Why crafted apps will survive AI

·Philipp Baldauf·5 min read

There's a narrative gaining momentum in Silicon Valley — and it has spread across X like wildfire. It goes something like this: AI will replace apps. It will replace operating systems. There will be no more user interfaces. You'll just talk to an AI, and it will do everything for you. Elon Musk floated this vision on Joe Rogan's podcast. Countless threads on X echo it daily.

And then there are the startups building on this premise. "Create any app you can imagine." "Describe what you need, and AI builds it for you." The pitch sounds compelling. Infinite flexibility. No more settling for apps that don't quite fit your workflow.

I've been building apps for over a decade. And I think this vision fundamentally misunderstands how normal people interact with technology.

The imagination problem

"Create any app you can imagine" — that's exactly the issue. It assumes users want to imagine. That they walk around with a clear picture of the perfect tool in their head, frustrated only by their inability to code it.

They don't.

Most people don't think in terms of apps and features. They think in terms of problems. My baby won't sleep. I need a passport photo that meets official requirements. I can't hear conversations clearly anymore. They don't want to architect a solution. They want someone who already did that thinking for them.

When a sleep-deprived parent opens an app at 2 AM, they don't want a prompt. They want a button that plays the right sound, dims the right light, and lets them go back to bed. That's not a limitation — that's good design.

Shifting the burden

What the "AI replaces everything" crowd is really proposing is a massive transfer of cognitive labor — from designers and developers to end users. Today, when you open a well-crafted app, hundreds of decisions have already been made for you. Someone researched the problem. Someone tested different approaches. Someone decided what information to show first and what to hide behind a tap.

"Just describe what you need" reverses all of that. Now the user has to:

  1. Recognize they have a problem that software could solve
  2. Imagine what a solution might look like
  3. Articulate that solution clearly enough for an AI to build it
  4. Evaluate whether the generated result actually solves the problem
  5. Iterate until it works

That's not empowerment. That's a job. We used to call it product management.
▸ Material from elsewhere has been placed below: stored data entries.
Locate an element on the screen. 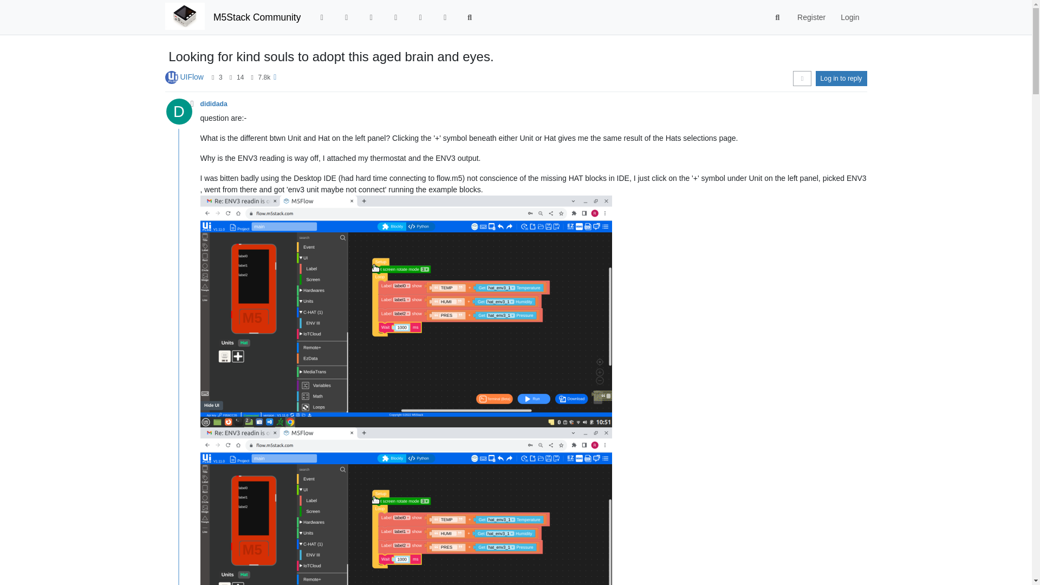 Image resolution: width=1040 pixels, height=585 pixels. Login is located at coordinates (850, 17).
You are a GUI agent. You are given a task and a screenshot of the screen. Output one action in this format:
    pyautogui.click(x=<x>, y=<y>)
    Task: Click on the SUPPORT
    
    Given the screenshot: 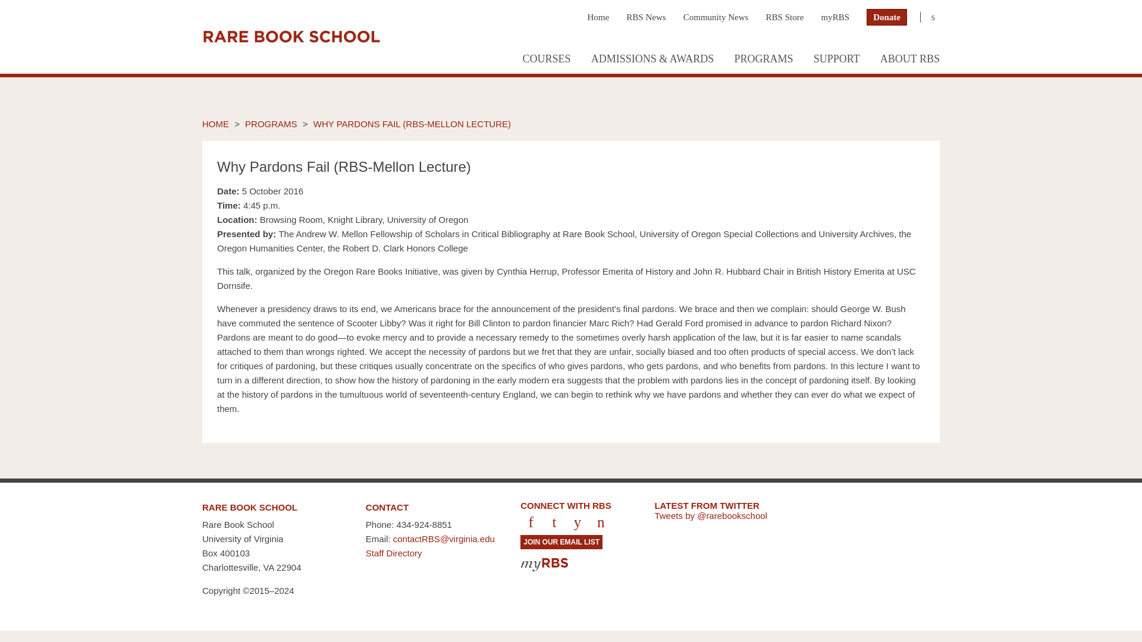 What is the action you would take?
    pyautogui.click(x=837, y=61)
    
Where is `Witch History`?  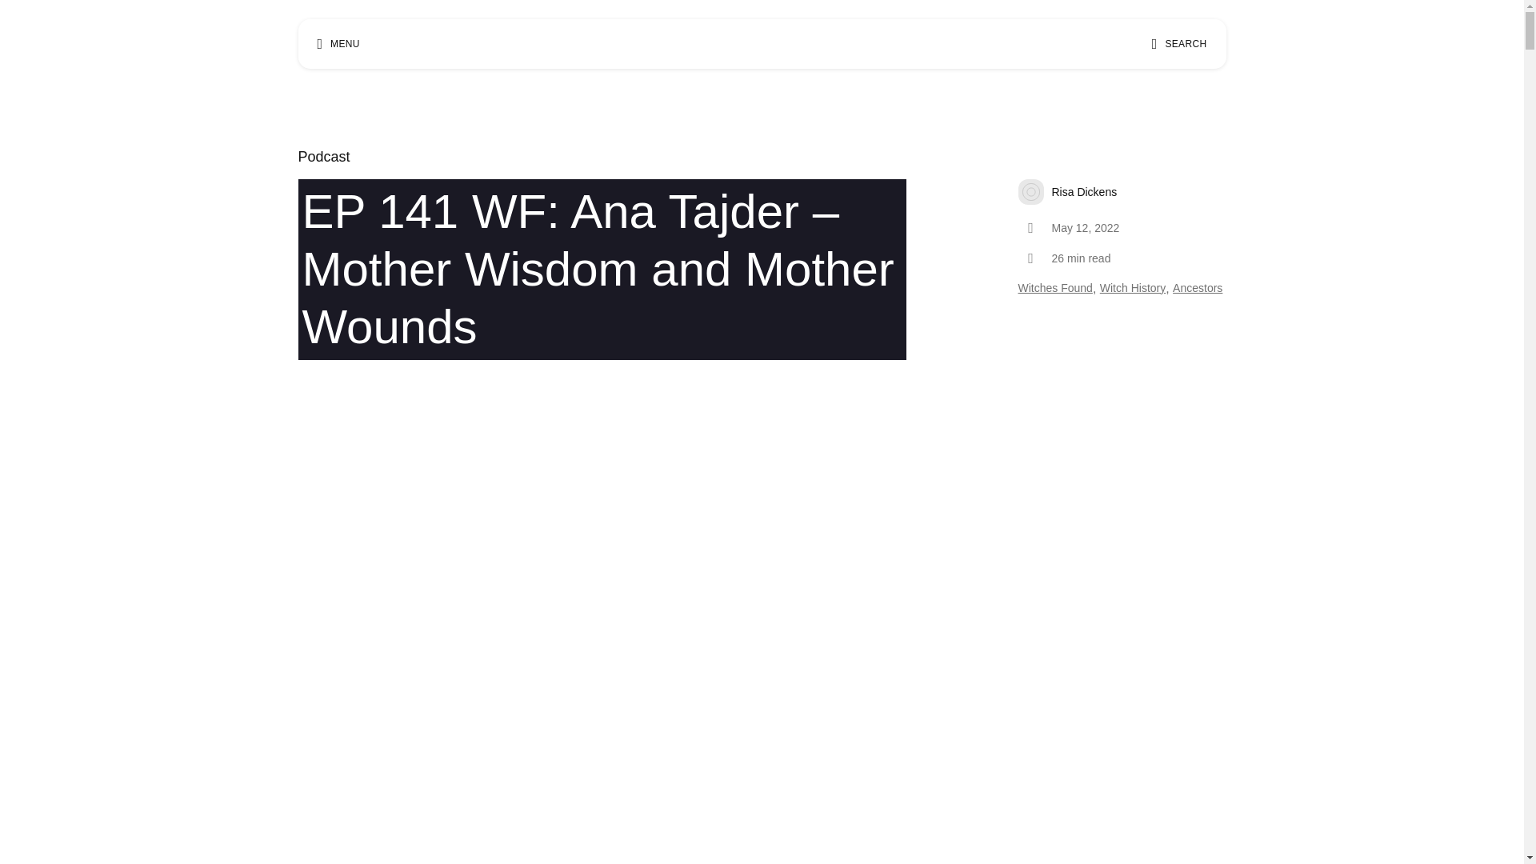 Witch History is located at coordinates (1133, 289).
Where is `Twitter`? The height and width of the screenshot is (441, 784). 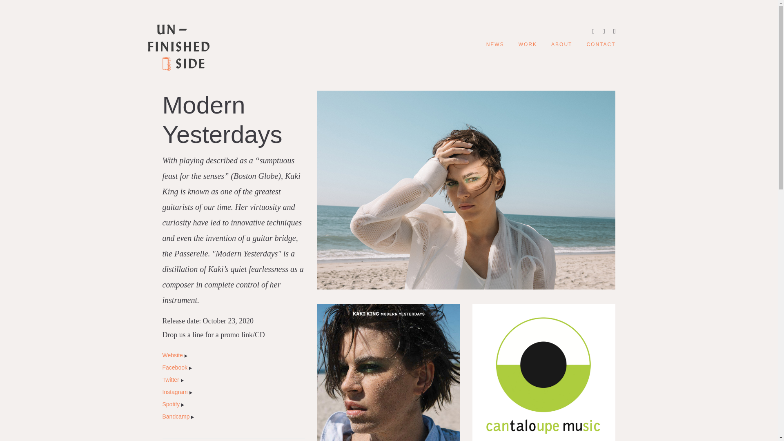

People don't want to be creative about their tools

Here's what I've observed after shipping apps to hundreds of thousands of users: people are remarkably uncurious about their tools. And I mean that as a compliment. They have lives to live. A parent getting their baby to sleep, a tourist preparing a visa application, an elderly person trying to hear a conversation — these people are not looking for a creative exercise. They want the shortest path from problem to solution.

The promise of "generate any app" assumes a user who is technical, imaginative, and willing to iterate. That user exists — they're called developers. Everyone else just wants something that works when they open it.

Where AI actually helps

None of this means AI is irrelevant to apps. Quite the opposite. AI is transforming what crafted apps can do. Better personalization. Smarter defaults. Features that were impossible two years ago — like real-time speech-to-text, intelligent document scanning, or automatic photo validation.

The key difference: in a crafted app, AI works behind the interface, making the experience better without requiring the user to direct it. The user doesn't need to know it's there. They just notice that the app feels smarter, faster, more helpful.

That's the opposite of "talk to an AI and describe what you want." That's AI in service of design, not AI as a replacement for it.

Crafted means someone already did the thinking

When I build an app, the most valuable thing I bring isn't code. It's the hundreds of hours spent understanding a problem space. Talking to users. Testing assumptions. Making the hard decisions about what to include and — more importantly — what to leave out.

A well-designed app is an opinion. It says: "We studied this problem, and here's the best way to solve it." That opinion has value precisely because the user doesn't have to form one themselves.

"Create any app you can imagine" offers no opinion. It offers a blank canvas. And for most people, a blank canvas isn't freedom — it's friction.

The future is both

Will AI change how we interact with software? Absolutely. Will some tasks move to conversational interfaces? Sure — especially tasks that are one-off, exploratory, or genuinely unique.

But the idea that crafted apps will disappear? That we'll all be prompting our way through life? I don't buy it.

The apps that survive won't be the ones that resist AI. They'll be the ones that absorb it — using AI to become more intuitive, more personalized, more capable — while still offering what a blank prompt never can: a clear path from problem to solution, designed by someone who already did the thinking.

That's not a limitation of the old world. That's the whole point.